While AI can break cost-benefit models -- you'll end up hiring more people to train and monitor the AI than you will replace -- some (maybe many) business leaders, too fearful of acknowledging their own limits, will cut corners to prove their assertion of "efficiency." We've seen this in the past with technology, and we've already seen it with AI. You really have to understand the technology and you really have to understand your business processes.
I have some questions which requires a little setup.
My own experience with AI is very pedestrian. It's chatbots on support sites, predictive text in cloud productivity suites, and a ChatGPT account which I've signed into only once.
Now I realize lots of companies have been creating their own AI, but I'm largely unaware if they're building it for their own internal purposes or if they desire to resell it as a service offering.
When this article says things like, "generative AI continues its rapid adoption throughout the industry", who is providing this technology to the industry? How many AI players are there? If there's more than the few I am aware of (which is a good possibility), are they selling it AIaaS, or are they selling AI infrastructure which goes on-prem?
Again, my org and my work are not driven by any particular AI needs, so the rampant uptick in this capacity is intriguing to observe. It's also kind of bewildering because of all the articles from security people which rightly see this stuff like firecrackers in the hands of a four-year-old.
I'd like to discuss this for a bit, if y'all don't mind!
@ericgeater I'll give you an example because I'm in the healthcare industry.
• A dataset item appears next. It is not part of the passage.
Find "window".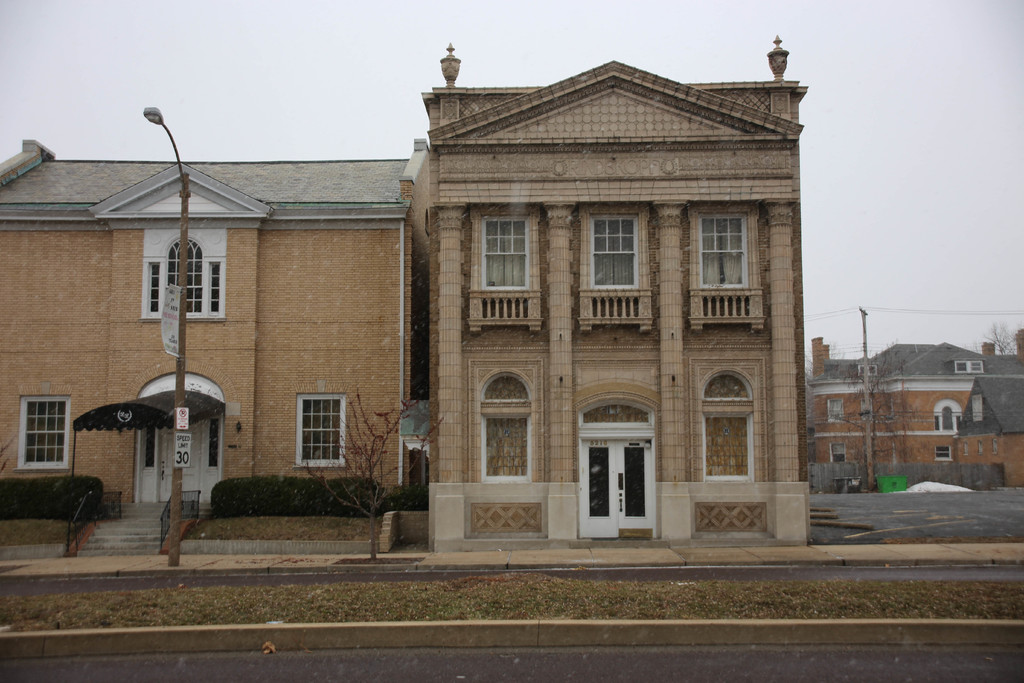
crop(954, 358, 985, 374).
These are not my current systems but just giving this as an example.
Say my Org uses a SaaS EHR (electronic healthcare records) system called Epic EHR. Epic EHR partners with Microsoft's Azure OpenAI Service to develop generative AI tools within the EHR platform. Eventually (when the model is more mature), you can input the patient's demographics and health issues to help draft a treatment plan. The Docter checks it over and then gives the final approval.
So, SaaS providers will partner with Microsoft, Amazon, Google, etc. to help build AI into their systems. Eventually they might have their own AI software teams as the industry becomes more mature.
Hi @ericgeater In answer to your question of how many organisations or companies involved in Generative AI - a lot: https://www.cbinsights.com/research/generative-ai-funding-top-startups-investors/
It is growing widely across a great deal of landscapes, every day a new one comes out.
Regards
Caute_Cautim
@ericgeater wrote:
Now I realize lots of companies have been creating their own AI, but I'm largely unaware if they're building it for their own internal purposes or if they desire to resell it as a service offering.
If we take AI to be anything intended to mimic human behavior, there's a wide spectrum of what passes for AI. This is part of the problem, companies; service providers, etc. are selling "Now with AI!" when it's really hard to know just what you are getting. Any Silicon Vallley fans recall "not hot dog?"
So from the other side of the fence, the folks who have been developing machine learning, training models, etc., trying to do it right, are at the risk of being over-run by garbage that is just better marketed, priced, or used. In turn this garbage is going to find its way into all sorts of services. If the history of technology has proven anything it is that popularity - not quality - drives the marketplace.